One Site’s Take on the Annual Meeting: Denver Writing Project
The Denver Writing Project describes how it prepared teacher-consultants to get the most out of the Annual Meeting and included time for socializing as well.
The Denver Writing Project, housed in the Department of English at the University of Colorado at Denver, was established in 2000. Founding Director Rick VanDeWeghe comments that the most exciting inservice work is building study groups in schools. The project sent eight participants to the Annual Meeting: the director, the co-director, and six teacher-consultants.
Why do sites participate in the NWP Annual Meeting?
For representatives of the Denver Writing Project, the 2004 Annual Meeting served as an opportunity to pursue several of the site’s goals by learning
- what other sites were doing in connection with inservice work
- ideas for how to revamp their site’s working groups, an important component of the site’s leadership structure
- ideas for research and inquiry.
The Denver Writing Project also viewed the Annual Meeting as a medium to share with a national audience one of its prized accomplishments, namely, the development and implementation of school-based study groups that were an integral part of its inservice activities.
Why do teacher-consultants attend the NWP Annual Meeting?
Two first-time Annual Meeting participants noted that they viewed their participation as an opportunity to “gain an understanding of the scope of the NWP” and get “a sense of the big picture.”
Although the teacher-consultants were charged with the task of using the Annual Meeting to pursue the goals of their site, the Denver Writing Project site director also encouraged its teacher-consultants to pursue their own growth and learning. In practice, the two often went hand in hand.
Who attends the Annual Meeting?
In the case of the Denver Writing Project, the site director described an intentional and strategic process of selecting Annual Meeting participants. In addition to sponsoring the director and co-director, the site tapped current and prospective study group leaders, a teacher-consultant interested in launching a young writers camp, and a teacher-consultant with strong ties to a potential local ally and partner.
What are some ways to prepare for the Annual Meeting to get the most out of it?
In preparation for the Annual Meeting, participants coming from the Denver Writing Project communicated via email to coordinate with each other and plan which sessions to attend. The director encouraged those attending to take part in a wide range of sessions and to share what they learned back at the site.
During the 2004 Annual Meeting, Denver Writing Project representatives presented an Annual Meeting session on behalf of the Inservice Institute initiative. The team exchanged ideas about the session by phone and email prior to arriving at the Annual Meeting. The four participants who presented met formally in Indianapolis the night before to finalize and walk through the presentation.
How did the Denver Writing Project fund participation in the Annual Meeting?
While the Denver Writing Project budgets a generous amount of funds to sponsor teacher-consultants’ participation in NWP national gatherings, it also encourages teacher-consultants to act as entrepreneurs and to secure matching funds to support their participation in the Annual Meeting.
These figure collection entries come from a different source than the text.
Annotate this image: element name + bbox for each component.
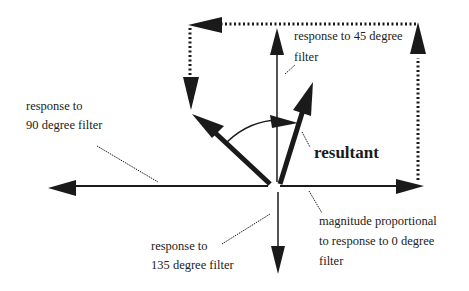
label-45-line1: response to 45 degree: [294, 27, 403, 45]
leader-135: [222, 214, 270, 244]
arrow-up-icon: [270, 28, 284, 55]
arc-arrow-icon: [270, 115, 298, 128]
label-45-line2: filter: [294, 48, 318, 66]
vector-90-line: [210, 128, 270, 184]
arrow-left-icon: [48, 180, 76, 196]
dotted-arrow-left-icon: [188, 17, 222, 33]
dotted-arrow-up-icon: [410, 22, 426, 54]
label-135-line1: response to: [151, 237, 208, 255]
arrow-down-icon: [271, 246, 285, 274]
label-90-line2: 90 degree filter: [26, 116, 102, 134]
resultant-arrow-icon: [293, 82, 313, 116]
label-0-line1: magnitude proportional: [319, 212, 437, 230]
label-0-line2: to response to 0 degree: [319, 232, 434, 250]
dotted-arrow-down-icon: [183, 77, 199, 110]
label-resultant: resultant: [314, 143, 379, 163]
label-135-line2: 135 degree filter: [151, 256, 234, 274]
leader-resultant: [302, 132, 310, 147]
leader-90: [97, 146, 158, 182]
label-90-line1: response to: [26, 97, 83, 115]
leader-45: [285, 65, 295, 74]
arrow-right-icon: [396, 179, 424, 194]
leader-0: [309, 191, 322, 213]
label-0-line3: filter: [319, 252, 343, 270]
In 2004 matching funds came from two elementary schools, two high schools, one district, and the Public Education and Business Coalition. This strategy allows the Denver Writing Project to partially support a substantial number of teacher-consultants in traveling to the Annual Meeting.
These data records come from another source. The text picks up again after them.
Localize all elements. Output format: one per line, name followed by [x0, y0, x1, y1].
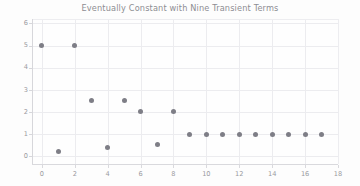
x-axis-tick-label: 14: [262, 171, 282, 178]
plot-area: [32, 19, 338, 164]
gridline-vertical: [173, 19, 174, 164]
x-axis-tick-mark: [305, 165, 306, 168]
y-axis-tick-label: 4: [4, 64, 28, 71]
x-axis-tick-mark: [108, 165, 109, 168]
y-axis-tick-label: 5: [4, 42, 28, 49]
x-axis-tick-label: 18: [328, 171, 348, 178]
gridline-horizontal: [32, 112, 338, 113]
gridline-horizontal: [32, 90, 338, 91]
data-point: [155, 142, 160, 147]
y-axis-tick-mark: [29, 156, 32, 157]
data-point: [286, 132, 291, 137]
y-axis-tick-label: 3: [4, 87, 28, 94]
gridline-horizontal: [32, 134, 338, 135]
gridline-vertical: [206, 19, 207, 164]
y-axis-tick-mark: [29, 23, 32, 24]
y-axis-tick-mark: [29, 90, 32, 91]
y-axis-tick-label: 0: [4, 153, 28, 160]
gridline-horizontal: [32, 23, 338, 24]
x-axis-tick-label: 2: [65, 171, 85, 178]
x-axis-spine: [32, 164, 338, 165]
gridline-vertical: [75, 19, 76, 164]
x-axis-tick-mark: [173, 165, 174, 168]
chart-title: Eventually Constant with Nine Transient …: [0, 3, 360, 13]
y-axis-tick-mark: [29, 68, 32, 69]
x-axis-tick-mark: [338, 165, 339, 168]
x-axis-tick-mark: [239, 165, 240, 168]
x-axis-tick-label: 10: [196, 171, 216, 178]
y-axis-tick-label: 2: [4, 109, 28, 116]
x-axis-tick-mark: [75, 165, 76, 168]
y-axis-tick-mark: [29, 46, 32, 47]
gridline-vertical: [108, 19, 109, 164]
x-axis-tick-mark: [141, 165, 142, 168]
y-axis-tick-label: 6: [4, 20, 28, 27]
y-axis-tick-mark: [29, 134, 32, 135]
data-point: [253, 132, 258, 137]
x-axis-tick-label: 16: [295, 171, 315, 178]
gridline-horizontal: [32, 156, 338, 157]
gridline-vertical: [305, 19, 306, 164]
gridline-horizontal: [32, 68, 338, 69]
plot-right-spine: [338, 19, 339, 164]
x-axis-tick-label: 8: [163, 171, 183, 178]
x-axis-tick-label: 4: [98, 171, 118, 178]
plot-top-spine: [32, 19, 338, 20]
y-axis-tick-labels: 0123456: [0, 0, 28, 186]
data-point: [204, 132, 209, 137]
data-point: [220, 132, 225, 137]
y-axis-spine: [32, 19, 33, 164]
data-point: [270, 132, 275, 137]
x-axis-tick-label: 0: [32, 171, 52, 178]
x-axis-tick-label: 6: [131, 171, 151, 178]
gridline-vertical: [239, 19, 240, 164]
x-axis-tick-mark: [272, 165, 273, 168]
gridline-vertical: [42, 19, 43, 164]
data-point: [319, 132, 324, 137]
x-axis-tick-mark: [42, 165, 43, 168]
x-axis-tick-label: 12: [229, 171, 249, 178]
y-axis-tick-label: 1: [4, 131, 28, 138]
gridline-vertical: [272, 19, 273, 164]
y-axis-tick-mark: [29, 112, 32, 113]
gridline-horizontal: [32, 46, 338, 47]
data-point: [303, 132, 308, 137]
x-axis-tick-mark: [206, 165, 207, 168]
data-point: [237, 132, 242, 137]
x-axis-tick-labels: 024681012141618: [32, 171, 352, 183]
gridline-vertical: [141, 19, 142, 164]
chart-figure: Eventually Constant with Nine Transient …: [0, 0, 360, 186]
What actually happens at the Annual Meeting?
The individual participants from the Denver Writing Project divided their time among different activities based on their responsibilities and interests. These activities included the following:
- NWP-sponsored formal activities, including attending workshops, sessions, meetings, and the general session
- NWP informal activities, including socials and receptions and spontaneous conversations among participants from different sites
- Site activities (formal or informal), including conversations with colleagues from the site, debriefing after sessions, and formally planned site-focused debriefings and celebrations
- NCTE sessions and activities.
Teacher-consultants’ session participation reflected a balance between sessions that supported their development as leaders of site work and sessions that fed their own desires to learn more about classroom teaching.
What about after the Annual Meeting?
Some teacher-consultants began sharing their work from the Annual Meeting almost immediately upon returning to their home state. Many opportunities were provided, although not mandated, by the project site or school district, for the participants to share what they learned with colleagues.
Teacher-consultants identified a long list of interests, concrete programs, classroom practices, and big questions that they hoped to pursue based on their participation in the Annual Meeting.
The site director recounts,
[A]t one of our social gatherings [at the Annual Meeting], the Thursday evening dinner, we developed a plan for forming working groups on our return to Denver. . . . Four of our working group leaders were present at the planning dinner; two of them were first-time annual meeting attendees.